When we had gone to the beach together just after we had gotten together, it had been the first time since the death of his mother that he gone somewhere new. And the beach, when he had visited as a child, hadn’t been a particularly pleasant experience.
But he had gone.
For me.
Despite his hesitation, it was on that trip that we had finally come together. Emotionally. Physically. Secrets had been exposed, and we had had been as close as two people could be. Before my penchant for self-destruction had almost derailed us completely.
During those early days after enrolling at The College of Baltimore, I would think about that time with Flynn at the beach and it made me happy. It gave me hope. It’s what kept me going.
I never wanted him to worry about me. I never wanted him to wonder what I was thinking or what I was feeling. I wanted our relationship to be totally transparent and honest. I needed it. He needed it. It’s the only way we could make this difficult thing between us work.
But even though I knew Flynn was waiting for me, I needed to take my time. I had to reacclimatize myself with this world I had left behind. I needed to drive down the once familiar streets and remember a time when I never thought I would leave.
But I had.
I had gotten out.
Wellston, West Virginia hadn’t smothered and destroyed me.
It was important that I remember that.
I drove down a one-way street that had once been lined with maple trees and white picket fences. There had been swings in yards and children running in the streets.
It had been a cheerful place of laughter and smiles.
It was also the place where the innocent Ellie had died.
I came to a stop in front of a small one-story Cape Cod
house. Even though it had been twenty years since I had called this place home, I remembered it perfectly.
If I closed my eyes I could see my mom’s face. Beautiful yet vacant. She had always been there in person but not in mind. Physically present but emotionally unavailable. But as a child I hadn’t known any better. Until one morning she wasn’t there anymore.
And everything had turned on its axis.
The house was empty. I could tell by the dilapidated state of the yard and the broken windows that it hadn’t been lived in for a while. It was a skeleton. Unloved and discarded.
It was fitting.
My phone rang and I looked down to see Flynn’s name flash across the screen.
My hand was shaking as I answered it.
“Hello?” I said, sounding breathless.
“Where are you? You should have been here twenty-seven minutes ago,” Flynn stated, getting straight to the point as always.
I stared at the house, where I had spent the first five years of my life and felt sadness. And bitterness. Resentment and a long buried anger. But I also felt relief that that part of my life was over. The girl who had been defined by the things that had happened there had grown up and moved on.
And now I was ready to go home.
“I’m on my way, “ I told Flynn, putting the car into drive and pulling away from the curb.
Chapter Three
-Ellie-
“Come on, Ellie,” Julie said, taking my bag.

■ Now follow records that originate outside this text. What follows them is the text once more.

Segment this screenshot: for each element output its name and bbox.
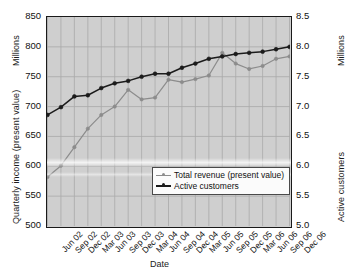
legend-swatch-total-revenue (156, 171, 171, 180)
right-tick-6.5: 6.5 (296, 129, 326, 140)
legend-label-total-revenue: Total revenue (present value) (174, 170, 284, 181)
plot-area (46, 16, 292, 228)
right-axis-units: Millions (336, 35, 346, 66)
right-tick-7.5: 7.5 (296, 70, 326, 81)
left-tick-800: 800 (13, 40, 41, 51)
right-tick-5.0: 5.0 (296, 219, 326, 230)
right-tick-7.0: 7.0 (296, 100, 326, 111)
left-tick-850: 850 (13, 10, 41, 21)
legend-label-active-customers: Active customers (174, 181, 239, 192)
right-tick-5.5: 5.5 (296, 189, 326, 200)
left-tick-650: 650 (13, 129, 41, 140)
right-axis-title: Active customers (336, 152, 346, 222)
left-tick-750: 750 (13, 70, 41, 81)
left-tick-550: 550 (13, 189, 41, 200)
legend-swatch-active-customers (156, 181, 171, 190)
right-tick-8.5: 8.5 (296, 10, 326, 21)
left-tick-500: 500 (13, 219, 41, 230)
left-tick-600: 600 (13, 159, 41, 170)
legend-item-active-customers: Active customers (156, 181, 284, 192)
left-tick-700: 700 (13, 100, 41, 111)
legend-item-total-revenue: Total revenue (present value) (156, 170, 284, 181)
x-axis-title: Date (150, 259, 169, 269)
legend: Total revenue (present value) Active cus… (152, 167, 290, 195)
right-tick-8.0: 8.0 (296, 40, 326, 51)
right-tick-6.0: 6.0 (296, 159, 326, 170)
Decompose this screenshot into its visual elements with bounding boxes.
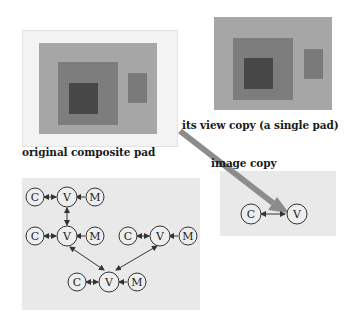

I clung to Clive, my stuffed dog, and followed her out to a red car.
I knew that I wasn’t going to live with Mr. and Mrs. Evans anymore. I knew Mrs. Evans had been mad when I poured glue in her bed and ripped up all of her roses.
I don’t know why I did any of that stuff. I felt bad after I did it. Though I never said that I was sorry.
“Where am I going?” I asked Julie after she pulled away from the house I had lived in for only three months.
“I’ve found you another family. A great one. They have a girl a few years older than you. Her name is Chelsea.”
“I’m seven. So is she nine?” I asked her, wondering about Chelsea.